There’s nothing wrong with the conventional tracks.  In fact, they deliver plenty of wonderful passages.  But after that very different, very attractive opening track, the subsequent conventional tracks don’t seem quite to pick up where it left off.  But they also don’t stray too far away, so that when the gripping interlude “Trio” arrives, with its fluttering of sax and trumpet and its high pitched atmospherics, it doesn’t at all sound out of place or jarring in the flow of one song to the next.

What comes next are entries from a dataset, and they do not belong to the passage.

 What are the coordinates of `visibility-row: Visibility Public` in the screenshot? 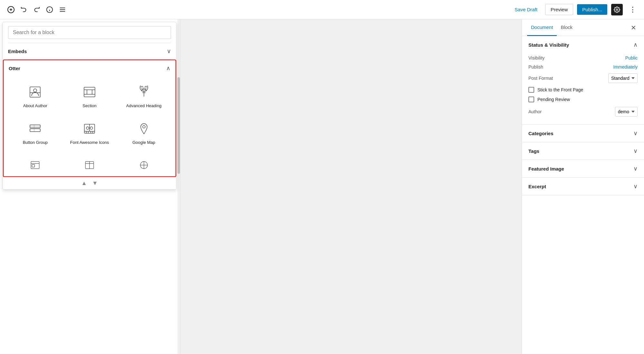 It's located at (583, 58).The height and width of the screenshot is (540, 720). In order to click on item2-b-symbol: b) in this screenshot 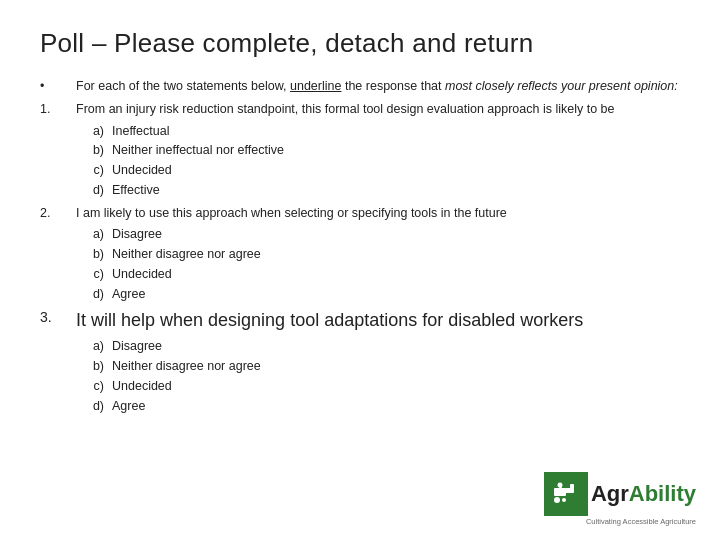, I will do `click(76, 254)`.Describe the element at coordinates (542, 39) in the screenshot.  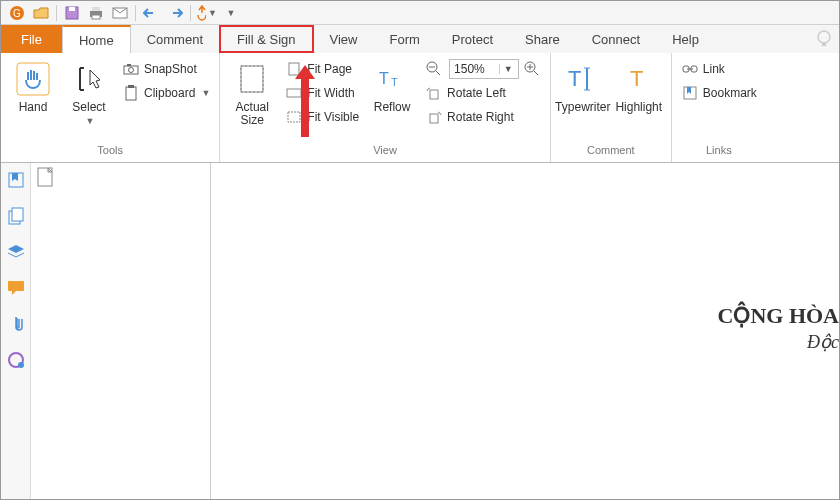
I see `tab-share: Share` at that location. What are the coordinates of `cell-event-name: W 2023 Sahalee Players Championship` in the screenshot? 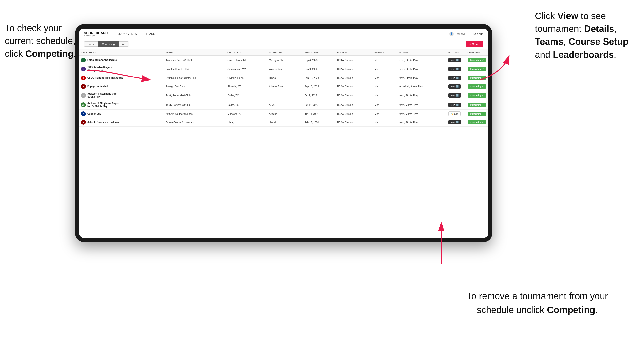 It's located at (122, 69).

The glue that binds the album together is “Gemmani.”  A trumpet ballad that bends like moonlight, it bridges the divide between the traditional and unconventional album tracks.  When the song bubbles to life with a flurry of activity, there’s no doubt that it will return to a peaceful state.  And it does.  The trumpet section sounds like it would be right at home in your everyday modern jazz piece, but the way in which the group swells up and coalesces around the trumpet solo provides it a context that is most certainly not an everyday modern jazz piece.

And it’s that push and pull between what-could-be and what-almost-was that makes City Speaks a compelling listen.  It’s what keeps bringing me back to this album over and over and has me interested to hear what comes next.  That this was a debut recording is all kinds of promising

Your album personnel:  Callum G’Froerer (trumpet), Andrew Brookes (alto sax), Brett Thompson (guitar), Alex Boneham (bass), and Hugh Harvey (drums).

Released in 2013 on the Listen/Hear Collective.

Jazz from the Melbourne, Australia scene.

Available at:  Bandcamp | eMusic | Amazon MP3

 

A few other notes:

There are two bonus tracks.  Kynan Tan re-mixes the title-track, and it works pretty well as the album’s “final” track.  While I’m as interested as the next person to hear other people re-mix cool songs, I really hate when they get tacked onto the end of a proper recording.  Re-mixes are the kind of thing that Soundcloud was made for.  That said, Tan’s remix of “City Speaks” is a rare exception and works remarkably well in tandem with the rest of the album.

There’s an additional bonus track “Rocky Mountain” that is provided in download form if you buy the CD through the label’s Bandcamp page.  As of the time of this writing, I haven’t yet heard it, so, obviously, no opinion provided.  If that changes at some point, I’ll update this review.